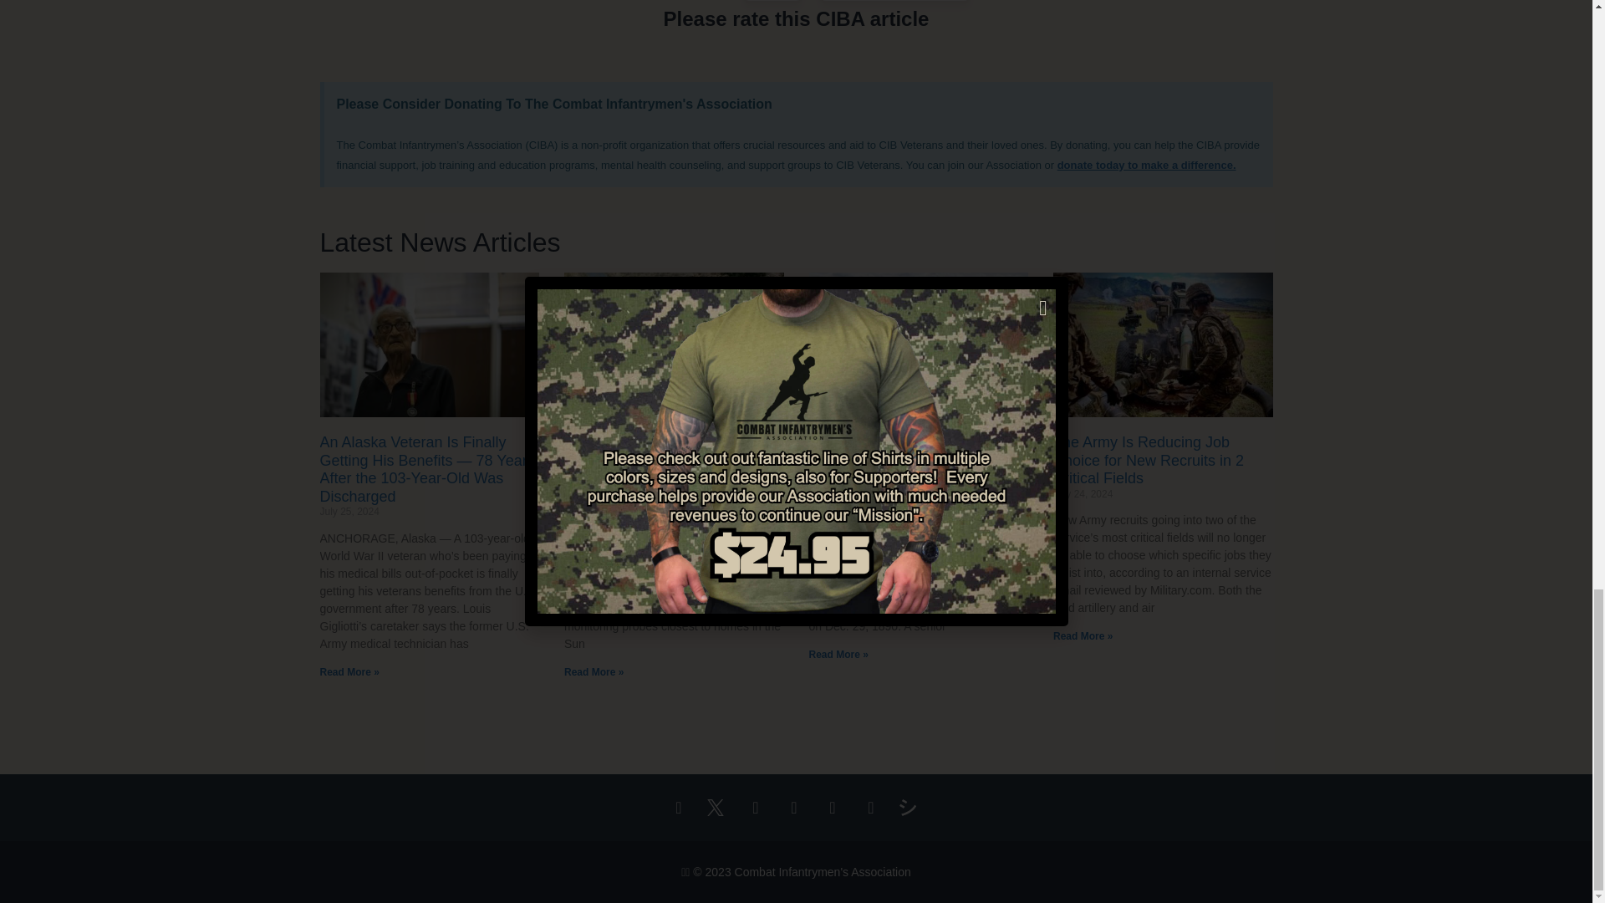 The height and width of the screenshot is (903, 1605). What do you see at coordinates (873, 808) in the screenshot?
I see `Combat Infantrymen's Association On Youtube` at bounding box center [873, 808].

...

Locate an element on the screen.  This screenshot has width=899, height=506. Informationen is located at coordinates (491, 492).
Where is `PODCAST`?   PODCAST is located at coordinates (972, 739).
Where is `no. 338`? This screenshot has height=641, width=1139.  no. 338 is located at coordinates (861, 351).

**Work order:** Copy every line in the data above that has the string "This" in it.

**Exercise answer:**
Locate an element on the screen.  This screenshot has width=899, height=506. Informationen is located at coordinates (491, 492).
Where is `no. 338`? This screenshot has height=641, width=1139.  no. 338 is located at coordinates (861, 351).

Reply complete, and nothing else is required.